From the moment Intel coined the term Ultrabook with a capital "U," the Windows-powered MacBook Air wannabe category has been synonymous with one word: pricey. Good luck finding an Ultrabook for less than $1,000. And if you can, expect some serious corner-cutting: smallish screen, paltry storage, anemic processor and, wait a sec, you call this thin and light? So when Asus trotted out the ZenBook UX305, all sleek and shiny and Air-apparent at a mere $700, I figured, sure, pretty on the outside, but mostly Ford Pinto under the hood.
I was wrong. While you can't judge a laptop on specs alone, you also can't ignore certain specs. At this price point, I fully expected 4GB of RAM—enough to get by, but hardly a power user's quota. Except, hang on, the ZenBook has 8GB. Likewise, while most other budget Ultrabooks serve you maybe 64GB of storage (I'm looking your way, entry-level Surface Pro 3), the ZenBook comes with 256GB of local solid-state goodness. Screw you, cloud!
Then there's the screen, which hits the 13.3-inch sweet spot for modern mobile computing. But instead of running at a what-did-you-expect-for-$700 resolution of 1,366 x 768, it runs at 1920 x 1080, and looks damn nice doing it. (I always believed that kind of pixel count was overkill at this screen size, but I realize now that was cheapskate justification talking. I'm forthwith forever spoiled by higher resolutions.) Plus, no glare: Asus wisely went with a matte finish. Stop it, Asus, you're blowing my mind!
Battery life? A solid 9-10 hours. Ports? Three USB, all of them 3.0, one of them designed to rapid-charge your phone—even when the ZenBook is powered down. Audio? Oh, just a little subsystem from freakin' Bang & Olufsen. OK, yeah, the barely-there built-in speakers suck (not uncommon for crêpe-tall laptops), but plug in some headphones and it's all good.
You'll notice I haven't mentioned the processor. It's gotta be the big "but," right? Eh, more of a medium but. Intel's Core M-5Y10 brain runs at an alarmingly low 800MHz, but clock speed ain't everything (and the side benefit, a fanless chassis, allows for blissfully silent operation). The system cruised through every real-world test I threw at it. In one of them, I opened a dozen Chrome tabs, loaded Windows apps like OneNote and Zinio, then started streaming some Netflix. Not so much as a single stutter. Indeed, for garden-variety computing, the ZenBook offers sufficient horsepower. If you're planning to edit video or roam the streets of GTA V, well, duh: no.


Description of the task>
The pictures get dropped, while every remaining part of the listing is copied exactly.

Given entries>

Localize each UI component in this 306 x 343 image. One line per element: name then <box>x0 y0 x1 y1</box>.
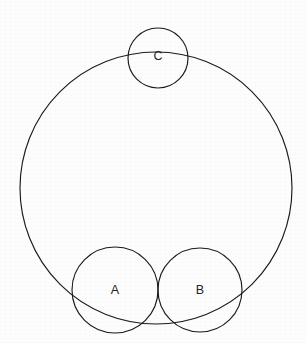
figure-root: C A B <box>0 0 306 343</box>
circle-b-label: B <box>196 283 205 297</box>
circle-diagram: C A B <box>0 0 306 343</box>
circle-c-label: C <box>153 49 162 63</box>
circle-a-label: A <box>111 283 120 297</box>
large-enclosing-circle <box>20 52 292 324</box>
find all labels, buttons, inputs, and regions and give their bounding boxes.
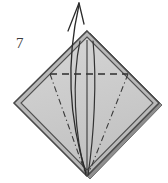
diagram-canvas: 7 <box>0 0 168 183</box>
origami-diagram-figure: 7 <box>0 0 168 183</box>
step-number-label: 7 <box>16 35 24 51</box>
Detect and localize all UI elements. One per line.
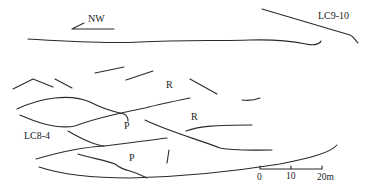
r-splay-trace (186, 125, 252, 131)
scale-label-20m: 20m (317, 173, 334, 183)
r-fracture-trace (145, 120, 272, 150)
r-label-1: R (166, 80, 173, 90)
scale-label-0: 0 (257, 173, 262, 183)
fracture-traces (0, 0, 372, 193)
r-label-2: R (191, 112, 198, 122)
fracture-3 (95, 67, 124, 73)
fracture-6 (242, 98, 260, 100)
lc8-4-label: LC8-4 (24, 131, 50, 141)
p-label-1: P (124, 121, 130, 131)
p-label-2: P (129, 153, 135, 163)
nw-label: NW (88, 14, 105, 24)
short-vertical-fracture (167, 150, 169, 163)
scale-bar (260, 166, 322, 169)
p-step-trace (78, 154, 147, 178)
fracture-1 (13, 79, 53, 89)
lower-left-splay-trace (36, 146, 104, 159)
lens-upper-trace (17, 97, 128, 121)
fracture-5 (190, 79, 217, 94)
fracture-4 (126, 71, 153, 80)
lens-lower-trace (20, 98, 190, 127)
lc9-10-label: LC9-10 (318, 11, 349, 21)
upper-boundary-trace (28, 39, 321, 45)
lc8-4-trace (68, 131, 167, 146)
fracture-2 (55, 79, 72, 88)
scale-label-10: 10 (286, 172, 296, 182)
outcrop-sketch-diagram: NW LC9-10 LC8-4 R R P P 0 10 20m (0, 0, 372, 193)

Solution to the problem>
Localize each UI component in this 306 x 343 image. One line per element: name then <box>x0 y0 x1 y1</box>.
figure-root: C A B <box>0 0 306 343</box>
circle-b-label: B <box>196 283 205 297</box>
circle-diagram: C A B <box>0 0 306 343</box>
circle-c-label: C <box>153 49 162 63</box>
circle-a-label: A <box>111 283 120 297</box>
large-enclosing-circle <box>20 52 292 324</box>
find all labels, buttons, inputs, and regions and give their bounding boxes.
diagram-canvas: 7 <box>0 0 168 183</box>
origami-diagram-figure: 7 <box>0 0 168 183</box>
step-number-label: 7 <box>16 35 24 51</box>
Detect and localize all UI elements. One per line.
r-splay-trace (186, 125, 252, 131)
scale-label-20m: 20m (317, 173, 334, 183)
r-fracture-trace (145, 120, 272, 150)
r-label-1: R (166, 80, 173, 90)
scale-label-0: 0 (257, 173, 262, 183)
fracture-traces (0, 0, 372, 193)
r-label-2: R (191, 112, 198, 122)
fracture-3 (95, 67, 124, 73)
fracture-6 (242, 98, 260, 100)
lc8-4-label: LC8-4 (24, 131, 50, 141)
p-label-1: P (124, 121, 130, 131)
p-label-2: P (129, 153, 135, 163)
nw-label: NW (88, 14, 105, 24)
short-vertical-fracture (167, 150, 169, 163)
scale-bar (260, 166, 322, 169)
p-step-trace (78, 154, 147, 178)
fracture-1 (13, 79, 53, 89)
lower-left-splay-trace (36, 146, 104, 159)
lens-upper-trace (17, 97, 128, 121)
fracture-5 (190, 79, 217, 94)
fracture-4 (126, 71, 153, 80)
lens-lower-trace (20, 98, 190, 127)
lc9-10-label: LC9-10 (318, 11, 349, 21)
upper-boundary-trace (28, 39, 321, 45)
lc8-4-trace (68, 131, 167, 146)
fracture-2 (55, 79, 72, 88)
scale-label-10: 10 (286, 172, 296, 182)
outcrop-sketch-diagram: NW LC9-10 LC8-4 R R P P 0 10 20m (0, 0, 372, 193)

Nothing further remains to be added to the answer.